Dog keeping is a polluted, unholy, and prohibited practice in rural Pakistan. Many Sunni Muslims belonging to Hanfi jurisprudence consider the dog’s mere presence in a house a symbol of misfortune and distance from God. If a person touches a dog, s/he is asked to wash hands seven times, and if they touch a wet dog, they must take a bath.
Making an Academic ‘Coven’
Hierarchies persist, which is why factions, such as covens, coalesce in the first place. They emerge from a place of need. A need to counteract isolation, disparate power within disciplines, or the worlds anthropologists inhabit as part of fieldwork, and the worlds that meld and twist as part of the analytical process.
Ep. #31: Field ties, clear truth, cringy rap & liminal states: This month on TFS
In this panel, we welcome Shamim to the Familiar Strange podcast. Shamim is working with Dee on a TFS video project that they hope will be released later this year - exciting! This month Ian (1:15) starts us off by asking how we maintain relationships with people that we met in the field. Whether it’s … Continue reading Ep. #31: Field ties, clear truth, cringy rap & liminal states: This month on TFS
Compassionate Cannibalism
Returning again to the ethnography by Conklin that started my thinking on this issue, the experience of compassionate cannibalism of the Wari spoke to the collective experiences of saying goodbye in a way that is supported culturally and emotionally. This exemplified a place of grief where both individual and collective experience were privileged equally.
Ep. #30 Bringing your heart home: Tiffany Cain talks Tihosuco identity and heritage projects
"Especially when you’re dealing with questions of representation of the past, politics around the past, especially when you’re dealing with not just the past, but a violent past, right, it’s ethically irresponsible to not recognise your own position in that conversation, in that space. And that doesn’t mean that you necessarily take sides, but I … Continue reading Ep. #30 Bringing your heart home: Tiffany Cain talks Tihosuco identity and heritage projects
Misinterpreting People
Anthropology has long ago dispensed with the notion that there is any ‘one’ truth. But I think most ethnographers still hope that in describing a group, the people within that group still see at least a reflection of themselves; still understand it as describing something that is legible to them.
Ep. #29 TFS at AAS: Multimodal ethnography, monolithic China, online bans & the ‘anthro helmet’ – Guest panel with Viktor Baskin, Sacha Cody & Katherine Giunta
We, at The Familiar Strange, would like to acknowledge and celebrate the First Australians on whose traditional lands we recorded and produced this podcast, and pay our respect to the elders of the Ngunnawal, Ngambri, Yindinji and Yirrganydji peoples past, present and emerging. This month on TFS, we bring you a special panel episode recorded … Continue reading Ep. #29 TFS at AAS: Multimodal ethnography, monolithic China, online bans & the ‘anthro helmet’ – Guest panel with Viktor Baskin, Sacha Cody & Katherine Giunta
5 Tips to Smash out Your PhD in Anthropology
I suspect thesis writing progression is a bit like sustainable weight loss. Calorie or step counting isn’t nearly as effective as getting in touch with how you feel in your body when you eat or exercise. But the latter takes more patience and attention to what is happening.
MeToo Anthropology
I’ll spare you the worst of it but I will tell you that, some agonizing moments later, I was able to reach my field knife while he was momentarily distracted. With it, I finally fought him off [...] The entire ordeal probably lasted no more than a few minutes but it changed a great many things afterwards.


_EXERCISE BRIEF_
Go through the entries below and collect each line with the string "chart" in it.

_GIVEN DATA_
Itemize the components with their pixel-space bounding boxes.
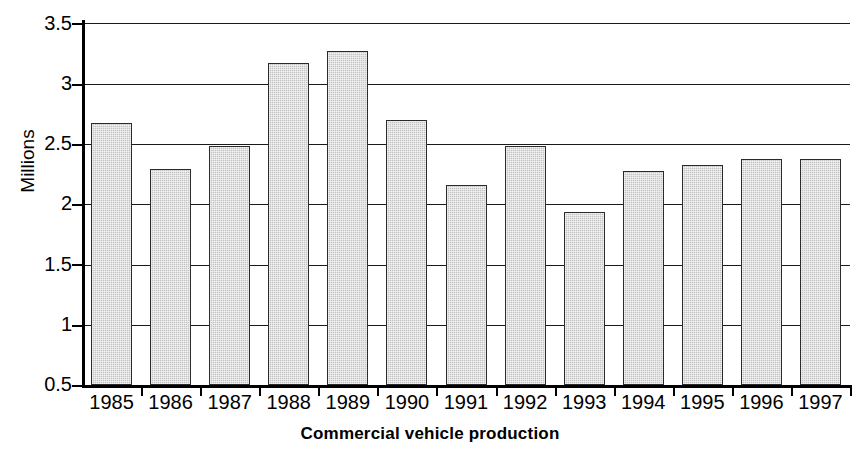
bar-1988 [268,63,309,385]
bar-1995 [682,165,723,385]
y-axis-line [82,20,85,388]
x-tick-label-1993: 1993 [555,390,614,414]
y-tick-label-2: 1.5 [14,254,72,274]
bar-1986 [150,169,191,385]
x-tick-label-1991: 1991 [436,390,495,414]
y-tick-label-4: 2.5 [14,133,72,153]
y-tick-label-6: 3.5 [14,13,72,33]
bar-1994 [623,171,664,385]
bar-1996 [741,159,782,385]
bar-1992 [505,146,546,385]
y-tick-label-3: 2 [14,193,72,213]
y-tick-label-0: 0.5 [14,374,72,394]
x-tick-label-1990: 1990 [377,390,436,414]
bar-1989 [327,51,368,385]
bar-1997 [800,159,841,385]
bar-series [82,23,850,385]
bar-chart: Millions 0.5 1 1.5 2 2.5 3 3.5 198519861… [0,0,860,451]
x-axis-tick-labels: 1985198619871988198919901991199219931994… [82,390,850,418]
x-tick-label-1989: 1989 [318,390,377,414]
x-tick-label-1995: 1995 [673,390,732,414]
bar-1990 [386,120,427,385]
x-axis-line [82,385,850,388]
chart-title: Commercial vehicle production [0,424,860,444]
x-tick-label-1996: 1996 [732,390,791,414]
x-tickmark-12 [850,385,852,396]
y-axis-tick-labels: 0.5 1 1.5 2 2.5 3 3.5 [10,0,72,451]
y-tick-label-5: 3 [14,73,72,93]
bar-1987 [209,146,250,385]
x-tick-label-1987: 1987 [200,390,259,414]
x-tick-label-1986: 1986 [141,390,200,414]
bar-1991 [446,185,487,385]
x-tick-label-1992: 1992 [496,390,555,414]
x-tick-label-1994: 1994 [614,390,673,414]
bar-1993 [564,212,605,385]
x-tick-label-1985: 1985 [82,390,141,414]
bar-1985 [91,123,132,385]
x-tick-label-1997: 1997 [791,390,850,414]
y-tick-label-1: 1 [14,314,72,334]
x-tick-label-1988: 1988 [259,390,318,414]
...
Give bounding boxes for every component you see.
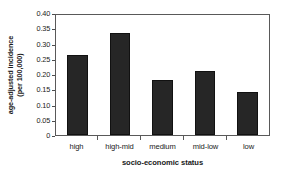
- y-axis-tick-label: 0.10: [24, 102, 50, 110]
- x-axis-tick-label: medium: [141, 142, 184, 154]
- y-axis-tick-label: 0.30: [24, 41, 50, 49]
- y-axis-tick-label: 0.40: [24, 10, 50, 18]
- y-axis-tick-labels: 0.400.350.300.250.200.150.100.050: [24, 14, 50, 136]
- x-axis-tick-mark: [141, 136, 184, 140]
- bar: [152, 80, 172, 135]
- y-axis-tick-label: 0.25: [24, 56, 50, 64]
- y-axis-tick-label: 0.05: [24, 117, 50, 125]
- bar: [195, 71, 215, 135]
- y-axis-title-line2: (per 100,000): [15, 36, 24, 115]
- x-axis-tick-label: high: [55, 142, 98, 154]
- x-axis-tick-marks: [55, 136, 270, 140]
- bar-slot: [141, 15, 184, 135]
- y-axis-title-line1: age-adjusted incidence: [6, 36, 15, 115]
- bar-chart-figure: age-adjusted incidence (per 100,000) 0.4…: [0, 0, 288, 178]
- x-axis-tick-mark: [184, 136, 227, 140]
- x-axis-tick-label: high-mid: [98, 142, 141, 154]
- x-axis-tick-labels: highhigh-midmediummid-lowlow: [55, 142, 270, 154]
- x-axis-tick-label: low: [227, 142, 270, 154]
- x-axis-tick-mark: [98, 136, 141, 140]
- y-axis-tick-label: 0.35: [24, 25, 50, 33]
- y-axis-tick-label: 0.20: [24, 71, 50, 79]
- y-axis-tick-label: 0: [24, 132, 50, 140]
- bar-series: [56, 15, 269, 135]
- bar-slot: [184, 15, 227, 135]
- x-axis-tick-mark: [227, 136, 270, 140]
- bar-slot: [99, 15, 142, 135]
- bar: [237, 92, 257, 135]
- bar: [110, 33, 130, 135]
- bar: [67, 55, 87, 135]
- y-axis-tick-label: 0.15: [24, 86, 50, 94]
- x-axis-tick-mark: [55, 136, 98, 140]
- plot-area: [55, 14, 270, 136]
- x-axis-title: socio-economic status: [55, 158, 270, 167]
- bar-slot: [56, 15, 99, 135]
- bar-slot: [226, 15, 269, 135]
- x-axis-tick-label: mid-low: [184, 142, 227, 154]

_TASK RESULT_
bar-chart: Millions 0.5 1 1.5 2 2.5 3 3.5 198519861… [0,0,860,451]
chart-title: Commercial vehicle production [0,424,860,444]
- bar-chart-figure: age-adjusted incidence (per 100,000) 0.4…: [0, 0, 288, 178]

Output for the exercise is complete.